Sunday night it was trying to score on hits that shouldn't have produced runs as they did in the eighth with Eddie Rosario and Ozzies Albies, unless it was going after bloop hits without sufficient caution, as they did in the top of the seventh when Guillermo Heredia charged, didn't charge, and then missed Chris Taylor's bloop single turned run-scoring double, unless it was manager Brian Snitker pulling starter Ian Anderson after three troublesome innings and then selling him (or at least trying very hard to do so) on the decision as he was sending Johan Camargo to hit for Anderson.

Then again, these are the Braves, who at the advent of the trade deadline in July looked very much like their more heralded internet twins, the Atlanta Barves. They were in third place in the worst division in baseball, six games behind the New York Mets for Christ's sake, when someone (general manager Alex Anthopoulos, most likely) got the bold idea to stop acting like the 50-53 team they were. They had lost center fielder Ronald Acuna Jr., their best player, to season-ending injury, and left fielder Marcell Ozuna was (and still is) suspended after being arrested on domestic battery charges, and they'd used six catchers because none of them stayed healthy or above .200 for long enough.

So Anthopoulos decided to rebuild his entire outfield in a month's time. He traded with Kansas City for Jorge Soler (missing this series with vaccinated COVID-19), with the Cubs for Joc Pederson (who wears pearls and stole Aaron Judge's bat), with Cleveland for Eddie Rosario (who was traded a month before he could play because of an abdominal strain) and with Miami for Adam Duvall (who was a Marlin). Any way you cut it, that's four-thirds of a standard outfield, and it hit 44 homers in roughly two months.

And now, as the worst team in the postseason until you have to play them, they have also taken every base not surrounded by alligators, and home plate twice Sunday night when the gators were in plain sight. Fueled by third base coach Ron Washington's world view on sending runners (which is essentially, "Screw it. I'm 69 years old. What's the worst that can happen?"), Washington sent first Rosario home on all-planet second baseman Ozzie Albies's single, and then Albies on a single by Austin Riley. Both were below-average percentage plays except in the world of Washington, who hits on 20 because there always might be an ace ready to jump out at you.

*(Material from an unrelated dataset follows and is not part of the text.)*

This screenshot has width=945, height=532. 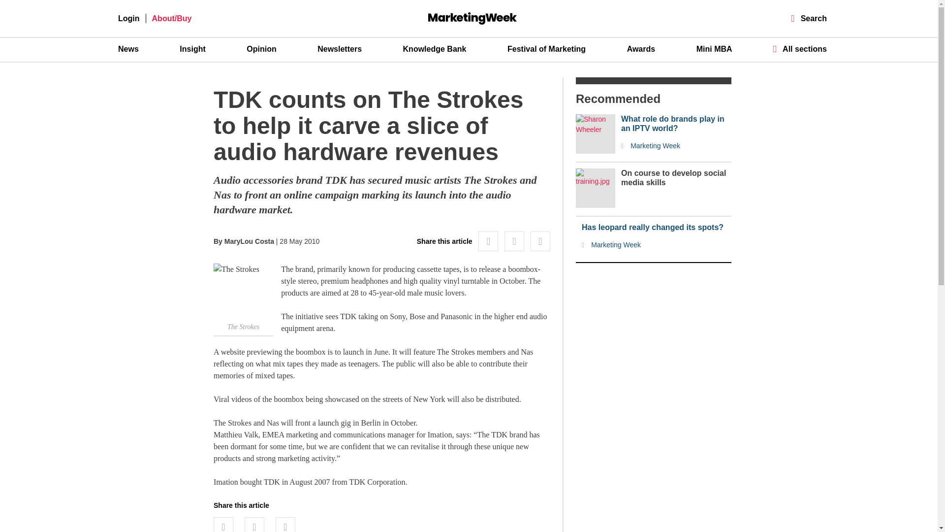 What do you see at coordinates (800, 49) in the screenshot?
I see `All sections` at bounding box center [800, 49].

“I’m never doubting my sends,” Washington said after the game, repeating something he has said in Oakland and now Atlanta for nearly 20 years. “If I’m wrong, I’m wrong. I’ve just got to eat it.”

Indeed, the entire game was played with urgency by the Braves, who were the first team to pull their starting pitcher last night when Snitker yanked Anderson after a two-run first inning and worrisome second and thirds. Indeed, the only time they acted tentatively was on Heredia's hard-charge-turned-half-hearted-stab at Taylor's bloop hit in the seventh, the one that gave the Dodgers and their 109 wins a 4-2 lead with their three nastiest pitchers still to come.

It made no difference, as Rosario's slide around catcher Will D. Smith was a thing of old-school elegance and Albies simply outran Corey Seager's hurried relay throw, and the Braves are now proud winners of their third consecutive last-at-bat victory. For a team that had to fight off the Mets and Philadelphia Phillies (have we mentioned the suffix "for Christ's sake?" We have? Okay, good) just to be seen, the Braves are now the team with nothing to lose but its timidity.

Of course, not every runner is safe every time, and not every premature pitching change works, and the Dodgers didn't get here on their porn mustaches alone. But we know which team is playing as though it being chased by wasps, and it's the one up two games on sheer brassy daring and "If I'm wrong, I'm wrong. I've just got to eat it." This is why the new baseball postseason is so much better—because every inning is the ninth, and every pitcher works in short relief, and every third base coach who puts up a stop sign is court-martialed and shot for cowardice.

Now doesn't that beat one more shanked field goal?